Bookends & Beginnings owner Nina Barrett.

Nina Barrett remembers the first time she set foot in the bookstore known then as Bookman’s Alley.

“I was a 25 year-old graduate student in journalism at Northwestern, back in the ’80s,” Barrett recalls.

“I wrote a story about it for my J-school class, because the place was so magical.”

After the quirky and colorful downtown store closed some three decades later, Barrett decided to continue the magic by taking over the location in 2014, calling it Bookends & Beginnings.

The bookstore in the alley in the 1700 block of Sherman Avenue.

But all beginnings have endings, location-wise, anyway.

So Saturday was the last day of business for a bookstore in Bookman’s Alley.

“I, like everybody else, have been very attached to this place,” Barrett tells Evanston Now.

But faced with a big rent increase that she could not afford, and not wanting to give up on the business she loves, Barrett found a new, more affordable location a few blocks away, the former La Macchina restaurant, at 1620 Orrington Ave.

Barrett says the new site will be more visible, open later hours with more events, and someday, the ability to serve wine.

“It’s going to be really beautiful,” she adds.

Finding the money to move has not been easy.

Barrett was hoping the city would help with federal ARPA money, which has been used for a variety of projects.

But city administrators said the bookstore move was not eligible for that type of funding, and came up with $83,000 from other sources, far less than what Barrett said was needed.

“We still have not given up on ARPA funding,” Barrett said, noting Ald. Clare Kelly (1st) is still pushing for it. But as of now, it’s not happening.
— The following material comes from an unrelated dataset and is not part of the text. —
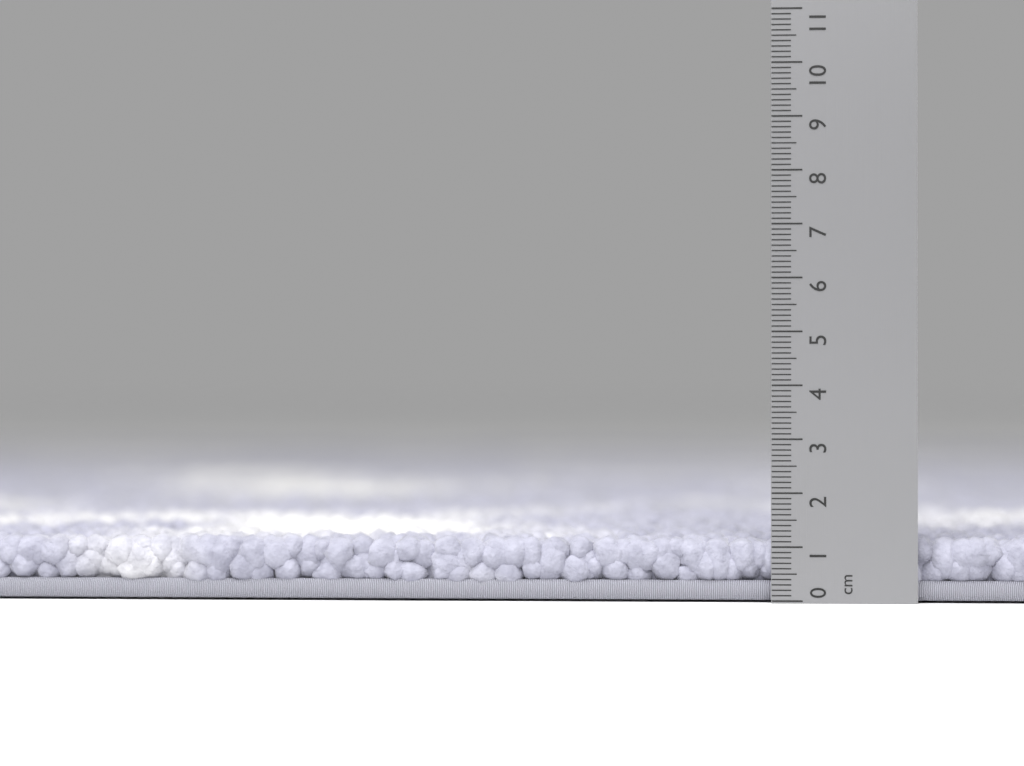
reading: 1.2 cm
So Barrett turned to GoFundMe, and has raised $105,000 in an ongoing campaign.

That crowdfunding, along with the city dollars, is still only $188,000 ouf of the $350,000 total Barrett says is needed, even with some cuts in the project.

But, she says, “we have enough to open. I’m somewhat going on faith, because we do need to find the money some way or another.”

Customers like Erin Hancock are one way. Hancock, shopping at Bookends on its final day in the alley, said the current location is “a great spot. I love coming over here.”

But Hancock says she will go to the new site as well.

“I want to support our local business,” she says.

A “soft opening” for the new Bookends & Beginnings is expected during the week of Feb. 9.

Barrett says she’s trying not to be too sentimental about leaving the alley.

The store there “was our incubator for nine years,” she says, “allowing us to start with practically nothing and build a wonderful customer base” of 20,000 registered members.

And now, it’s time for Bookends to have a new Beginning.

Jeff Hirsh joined the Evanston Now reporting team in 2020 after a 40-year award-winning career as a broadcast journalist in Cincinnati, Ohio.